When he was asked to join the death squad, that math made it easy on his conscience.

“If you go out here and you rape and you kill somebody and you know the Commonwealth of Virginia has a death penalty, you know the consequences behind what you did.”

Plus, it wasn’t his decision that anyone be executed.

“The jury, the judge, those people recommend it,” Givens said, adding that citizens – mothers and fathers – brought the death penalty back after a 20-year hiatus in Virginia.

He remembers their first one:  Frank Coppola, executed August 10, 1982.  There was tremendous news coverage leading up to the execution, and the death chamber was packed.

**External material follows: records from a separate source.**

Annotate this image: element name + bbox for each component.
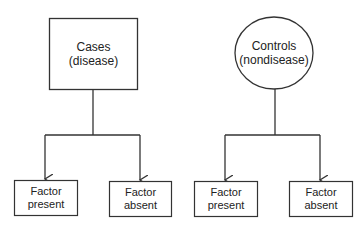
- factor-text: Factor: [305, 186, 336, 199]
- controls-subtitle: (nondisease): [239, 53, 308, 67]
- absent-text: absent: [304, 199, 337, 212]
- factor-text: Factor: [210, 186, 241, 199]
- cases-factor-absent-label: Factor absent: [109, 181, 172, 217]
- cases-subtitle: (disease): [69, 54, 118, 68]
- absent-text: absent: [124, 199, 157, 212]
- factor-text: Factor: [125, 186, 156, 199]
- present-text: present: [28, 198, 65, 211]
- controls-label: Controls (nondisease): [235, 17, 313, 89]
- controls-factor-present-label: Factor present: [194, 181, 258, 217]
- present-text: present: [208, 199, 245, 212]
- cases-label: Cases (disease): [49, 18, 138, 90]
- controls-title: Controls: [252, 39, 297, 53]
- cases-title: Cases: [76, 40, 110, 54]
- controls-factor-absent-label: Factor absent: [289, 181, 353, 217]
- cases-factor-present-label: Factor present: [14, 180, 78, 216]
- controls-connectors: [225, 89, 320, 180]
- cases-connectors: [45, 89, 140, 180]
- factor-text: Factor: [30, 185, 61, 198]
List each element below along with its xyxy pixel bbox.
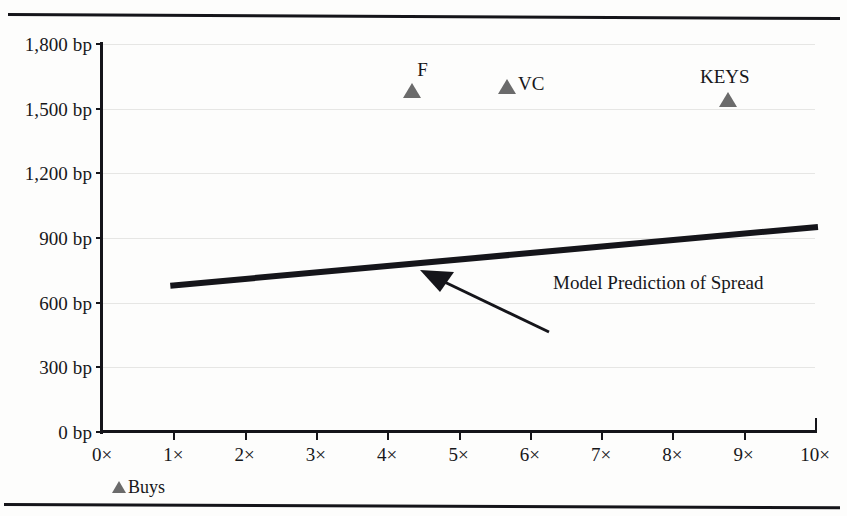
y-axis-tick-label: 300 bp xyxy=(0,358,92,377)
x-axis-tick-label: 0× xyxy=(72,445,132,464)
x-axis-tick xyxy=(744,433,746,440)
plot-area: FVCKEYS xyxy=(102,44,815,432)
data-point-marker xyxy=(719,92,737,107)
x-axis-tick xyxy=(387,433,389,440)
figure-chart: FVCKEYS 0 bp300 bp600 bp900 bp1,200 bp1,… xyxy=(0,0,847,516)
x-axis-tick xyxy=(530,433,532,440)
legend: Buys xyxy=(112,478,165,496)
x-axis-tick-label: 6× xyxy=(500,445,560,464)
x-axis-tick xyxy=(459,433,461,440)
x-axis-tick-label: 8× xyxy=(642,445,702,464)
data-point-label: KEYS xyxy=(700,67,750,86)
x-axis-tick-label: 3× xyxy=(286,445,346,464)
x-axis-tick xyxy=(316,433,318,440)
bottom-rule xyxy=(4,503,840,509)
x-axis-tick xyxy=(601,433,603,440)
x-axis-tick-label: 10× xyxy=(785,445,845,464)
x-axis-tick-label: 9× xyxy=(714,445,774,464)
data-point-marker xyxy=(498,79,516,94)
y-axis-tick-label: 0 bp xyxy=(0,423,92,442)
data-point-label: F xyxy=(417,60,428,79)
y-axis-tick-label: 1,500 bp xyxy=(0,100,92,119)
x-axis-tick-label: 4× xyxy=(357,445,417,464)
y-axis-tick-label: 900 bp xyxy=(0,229,92,248)
x-axis-tick-label: 2× xyxy=(215,445,275,464)
y-axis xyxy=(100,42,103,434)
legend-label: Buys xyxy=(128,478,165,496)
x-axis-tick-label: 7× xyxy=(571,445,631,464)
x-axis-tick-label: 1× xyxy=(143,445,203,464)
y-axis-tick-label: 1,200 bp xyxy=(0,164,92,183)
top-rule xyxy=(8,13,840,20)
data-point-marker xyxy=(403,83,421,98)
annotation-arrow xyxy=(102,44,815,432)
data-point-label: VC xyxy=(518,74,544,93)
annotation-label: Model Prediction of Spread xyxy=(553,272,764,293)
x-axis-tick xyxy=(173,433,175,440)
x-axis-tick-label: 5× xyxy=(429,445,489,464)
y-axis-tick-label: 600 bp xyxy=(0,294,92,313)
legend-triangle-icon xyxy=(112,481,126,493)
x-axis-tick xyxy=(672,433,674,440)
y-axis-tick-label: 1,800 bp xyxy=(0,35,92,54)
x-axis-end-cap xyxy=(815,418,817,433)
x-axis-tick xyxy=(245,433,247,440)
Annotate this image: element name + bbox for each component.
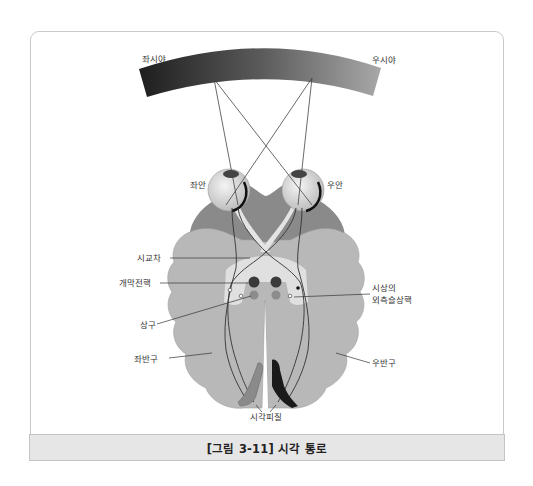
label-right-hemisphere: 우반구 — [372, 358, 396, 368]
figure-caption-band: [그림 3-11] 시각 통로 — [29, 434, 505, 461]
lgn-left-marker — [228, 288, 232, 292]
figure-caption: [그림 3-11] 시각 통로 — [207, 440, 327, 456]
label-superior-colliculus: 상구 — [140, 320, 156, 330]
label-left-eye: 좌안 — [190, 180, 206, 190]
lgn-right-marker — [296, 286, 300, 290]
label-optic-chiasm: 시교차 — [137, 253, 161, 263]
label-right-visual-field: 우시야 — [372, 55, 396, 65]
lgn-left-marker-2 — [239, 294, 243, 298]
pretectal-nucleus-left — [249, 277, 260, 288]
pretectal-nucleus-right — [271, 277, 282, 288]
left-eyeball — [208, 169, 250, 211]
label-visual-cortex: 시각피질 — [250, 412, 282, 422]
label-lgn-line2: 외측슬상핵 — [372, 295, 412, 305]
label-pretectal-nucleus: 개막전핵 — [119, 278, 151, 288]
label-left-visual-field: 좌시야 — [142, 54, 166, 64]
visual-pathway-diagram: 좌시야 우시야 좌안 우안 시교차 개막전핵 상구 좌반구 시상의 외측슬상핵 … — [0, 0, 533, 486]
label-lgn-line1: 시상의 — [372, 283, 396, 293]
label-right-eye: 우안 — [327, 180, 343, 190]
visual-field-arc — [139, 48, 381, 97]
lgn-right-marker-2 — [288, 294, 292, 298]
superior-colliculus-right — [272, 291, 281, 300]
label-left-hemisphere: 좌반구 — [134, 354, 158, 364]
right-eyeball — [282, 169, 324, 211]
superior-colliculus-left — [250, 291, 259, 300]
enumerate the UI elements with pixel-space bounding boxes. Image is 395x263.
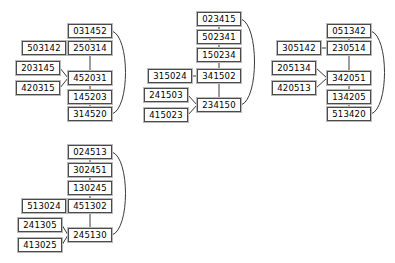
graph-node[interactable]: 413025 xyxy=(18,238,62,252)
graph-edge-curved xyxy=(371,31,385,114)
graph-node[interactable]: 415023 xyxy=(144,108,188,122)
graph-node[interactable]: 205134 xyxy=(272,61,316,75)
graph-node[interactable]: 130245 xyxy=(68,181,112,195)
graph-node-label: 245130 xyxy=(73,231,107,240)
graph-node-label: 503142 xyxy=(27,44,61,53)
graph-node[interactable]: 513420 xyxy=(327,107,371,121)
graph-node-label: 314520 xyxy=(73,110,107,119)
graph-node[interactable]: 145203 xyxy=(68,90,112,104)
graph-node[interactable]: 241503 xyxy=(144,88,188,102)
graph-node-label: 302451 xyxy=(73,166,107,175)
graph-node-label: 024513 xyxy=(73,148,107,157)
graph-node-label: 203145 xyxy=(21,64,55,73)
graph-node[interactable]: 245130 xyxy=(68,228,112,242)
graph-node[interactable]: 314520 xyxy=(68,107,112,121)
graph-node-label: 513420 xyxy=(332,110,366,119)
graph-node-label: 241503 xyxy=(149,91,183,100)
graph-node[interactable]: 051342 xyxy=(327,24,371,38)
graph-node-label: 205134 xyxy=(277,64,311,73)
graph-edge-straight xyxy=(188,95,197,105)
graph-node[interactable]: 305142 xyxy=(277,41,321,55)
graph-node-label: 420513 xyxy=(277,84,311,93)
graph-node-label: 031452 xyxy=(73,27,107,36)
graph-node[interactable]: 513024 xyxy=(22,199,66,213)
graph-edge-straight xyxy=(60,78,68,88)
graph-node-label: 415023 xyxy=(149,111,183,120)
graph-node[interactable]: 420315 xyxy=(16,81,60,95)
diagram-canvas: 0314525031422503142031454520314203151452… xyxy=(0,0,395,263)
graph-node[interactable]: 230514 xyxy=(327,41,371,55)
graph-node-label: 234150 xyxy=(202,101,236,110)
graph-node[interactable]: 134205 xyxy=(327,90,371,104)
graph-node[interactable]: 024513 xyxy=(68,145,112,159)
graph-node[interactable]: 250314 xyxy=(68,41,112,55)
graph-node[interactable]: 234150 xyxy=(197,98,241,112)
graph-node-label: 413025 xyxy=(23,241,57,250)
graph-node-label: 145203 xyxy=(73,93,107,102)
graph-node[interactable]: 315024 xyxy=(148,69,192,83)
graph-node[interactable]: 031452 xyxy=(68,24,112,38)
graph-edge-curved xyxy=(112,152,126,235)
graph-node-label: 502341 xyxy=(202,33,236,42)
graph-node-label: 230514 xyxy=(332,44,366,53)
graph-edge-straight xyxy=(60,68,68,78)
graph-node[interactable]: 150234 xyxy=(197,48,241,62)
graph-edge-curved xyxy=(112,31,126,114)
graph-node[interactable]: 452031 xyxy=(68,71,112,85)
graph-node-label: 420315 xyxy=(21,84,55,93)
graph-node-label: 305142 xyxy=(282,44,316,53)
graph-node-label: 315024 xyxy=(153,72,187,81)
graph-node[interactable]: 023415 xyxy=(197,12,241,26)
graph-node[interactable]: 302451 xyxy=(68,163,112,177)
graph-node[interactable]: 503142 xyxy=(22,41,66,55)
graph-node-label: 452031 xyxy=(73,74,107,83)
graph-node-label: 451302 xyxy=(73,202,107,211)
graph-node[interactable]: 342051 xyxy=(327,71,371,85)
graph-node-label: 250314 xyxy=(73,44,107,53)
graph-edge-curved xyxy=(241,19,255,105)
graph-node-label: 134205 xyxy=(332,93,366,102)
graph-node[interactable]: 203145 xyxy=(16,61,60,75)
graph-node[interactable]: 241305 xyxy=(18,218,62,232)
graph-node-label: 341502 xyxy=(202,72,236,81)
graph-edge-straight xyxy=(188,105,197,115)
graph-node[interactable]: 451302 xyxy=(68,199,112,213)
graph-node-label: 241305 xyxy=(23,221,57,230)
graph-node-label: 051342 xyxy=(332,27,366,36)
graph-node[interactable]: 341502 xyxy=(197,69,241,83)
graph-node-label: 150234 xyxy=(202,51,236,60)
graph-edge-straight xyxy=(316,68,327,78)
graph-node-label: 513024 xyxy=(27,202,61,211)
graph-node-label: 130245 xyxy=(73,184,107,193)
graph-node-label: 023415 xyxy=(202,15,236,24)
graph-node[interactable]: 502341 xyxy=(197,30,241,44)
graph-edge-straight xyxy=(316,78,327,88)
graph-node[interactable]: 420513 xyxy=(272,81,316,95)
graph-node-label: 342051 xyxy=(332,74,366,83)
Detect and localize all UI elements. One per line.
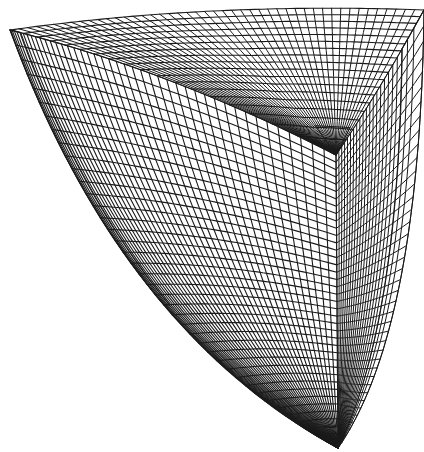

Givens recalled being nervous, along with the rest of his squad. “The coolest thing down there was Frank.”

He didn’t push the button for that execution. But he did for the next one, notorious serial killer Linwood Briley, executed October 12, 1984.

Givens took great care to keep the process clean, completely by the book.

As the guy who pushed the button, he could feel it, smell it.

But he preferred that to lethal injection, which became the prime mode of execution here in 1995.

“You feel more attached” with lethal injection, Givens said. “During an electrocution, it’s a button you push and the machine runs for 45 seconds. You push it again and it runs for another 45 seconds. Lethal injection you’re on the end, pushing a syringe into a line and you’re watching the chemicals go down the line into the condemned’s veins.”

His view on his job - and the death penalty - shifted when he went to prison himself in 1999 after being convicted of money laundering for using drug money to buy two vehicles for on old Creighton Court friend who didn’t have a license.

Even the prosecutor in the case, Assistant U.S. Attorney John Davis said at the time that it was a “tough, tough case” to prosecute, telling the jury “there are a lot of good things about Jerry Givens.”

But the case broke against Givens because the jury believed Givens should have known the cash from his friend was drug money.

Givens spent nearly five years in prison.

“I lose my pension, my retirement . . . after 25 years?” he asked incredulously.

“I said, well, if they go to this extreme to get me, what about those guys that I’m killing?  Earl Washington, his case came up. And if he hadn’t gotten a stay, if DNA hadn’t proven him innocent, I would’ve executed him.”

The former executioner now believes in a different kind of death penalty for the worst criminals.

“You can keep the death penalty,” he said. “I would sentence you to death . . . that means you will die in the institution.”

Givens is 60 now. He has spoken out against the state executions and has testified at a legislative hearing seeking to expand the death penalty.

He’s still working, installing interstate guardrails. He enjoys going to games at his old alma mater, Armstrong High.

And Givens he says he sleeps easy, with no nightmares about his old job – one that he did to the best of his ability.